MEDICAL ERRORS, PEER-REVIEW &

THE NATIONAL PRACTITIONER DATA-BANK

By RON A. VIRMANI, M.D.

"Reduce the medical errors", was the public outcry in the 1970’s and 1980’s. Big malpractice awards were sounding alarm for public and politicians alike. The medical establishment took the stand that there existed a few "bad apples", who were causing most of the problem.

"Leave it to us", the establishment said, "We are going to establish a fine system of ‘peer-review’. We shall review our colleagues with utmost ‘candor’ and throw out the bad apples". "But", they argued, "we can only do our work with honesty and candor, if our decisions can not be challenged in a court of law and the reviews are not open to the public. Otherwise these "bad apples" will sue us."

With a strong leap of faith in the medical establishment (i.e. hospitals and doctors entrenched in it), all states enacted stringent laws protecting peer reviews from public disclosure and scrutiny. The Congress enacted the Health Care Quality Improvement Act (HCQIA) of 1986, giving peer-reviewing doctors and hospitals immunity from damages. National Practitioner Data Bank (NPDB) was established to blacklist the "bad doctors" so that after committing malpractice, they could simply not cross state lines and set up a new practice.

But the medical errors have not gone down! Fifteen years have passed since then! Institute of Medicine (IOM) reported in November 1999 that 98,000 patients die each year because of medical errors. St. Paul Insurance Company reports that the rate of malpractice claims has remained steady over between 1990 and 1999. Where did things go wrong? Does this peer-review driven system of catching errors, educating and disciplining doctors and throwing out the "bad apples" really work as promised by the establishment?

Let’s see how the system is supposed to work.
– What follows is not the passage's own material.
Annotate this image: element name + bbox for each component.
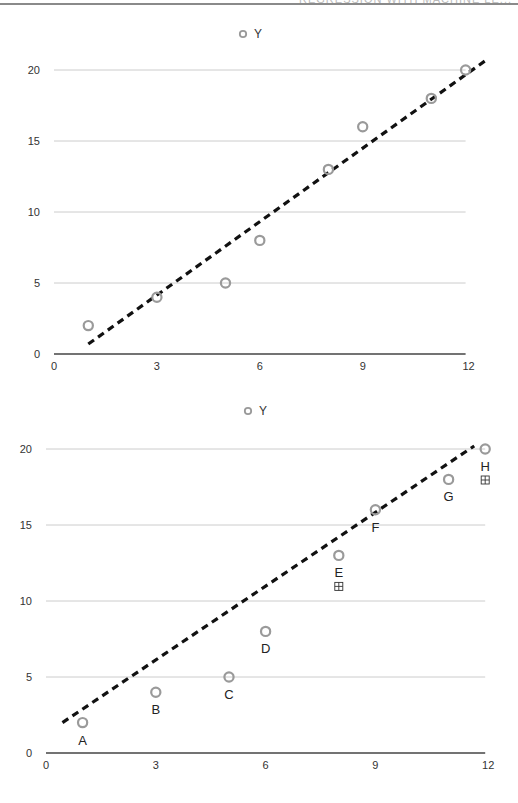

After any patient is discharged from the hospital, the quality assurance (QA) nurses check the chart to see if aberrations have occurred. If not, the chart is filed away. Otherwise the chart is flagged and goes to the "peer-review" committee of physicians. This committee checks to see if the physician attending the patient met the standard of care. If not, the attending physician is questioned, counseled, disciplined, suspended, terminated depending on the seriousness of medical error. Largely, peer-review is meant to be a learning process so that the medical errors are caught and all doctors are educated in order for patients in future to get better care. But this is also where doctors can play out their personal politics of favoritism and vendetta!

First, who are these doctors that are reviewing their colleagues? Are they somehow tested and proven to be better qualified than those they are reviewing? Do they have the necessary integrity to judge others? Are they dispassionate? Not really, in most cases, they are simply the "buddies" of the administrators. Chances are that they are "stale, pale, male", who bring in a lot of patients, surgery, and money to the hospital. They and the hospital lie in the same economic bed. They and the hospital share strong motive of profiting from surgery, admissions and keeping control of the medical practice in a given community. They form the "inner sanctum" and closely guard against "outsiders" using whatever means necessary.

Secondly, are these reviewers honest in reviewing their colleagues? Can they objectively critique their friend who is simply a part of their everyday professional and social life? Who often refers to them? Who they play and dine with? On the other hand, can they be fair to one who just came into town and who may be taking some of their patients away? An inadvertent competitor? How about one who has this funny accent about him? Or different shade of skin? Can these doctors rise above their personal and professional ties, prejudices and insecurities to uphold the standards of medical profession, as they assure the public?

The third factor is, why should they expend time and effort on this thankless job? The reviewers can simply gloss over the charts, do a perfunctory review. In fact, the department of ob-gyn, of which I was a member at that time, at Presbyterian Hospital, Charlotte, circulated a memo in April 1995, admitting euphemistically:

Overall, our (peer-review) process has been very relaxed these past few years.

Of course, the reviewers can not afford to do absolutely anything either. Citizen groups are watching, they have to show some places where care was not optimal.

Finally, the fact is that managed care has shrunk the size of the monetary pie to be had, so it is a doc-eat-doc world out there!

Given all these factors, it is very easy to see that the reviewers set up a double standard of covering up the real mistakes of their friends and exposing others for not even a valid reason.

If they accept you or if you are part of the "inner circle", meaning politically powerful, they simply look the other way if you make mistakes. Chances are that your charts may never be peer-reviewed because the administration, through the quality assurance nurses, can simply let these charts slide by.

However, if you are a competitor but/or do not belong to a powerful group, gender or race, full fury of the peer-review system may be unleashed upon you. That is what happened in my case 5 years ago.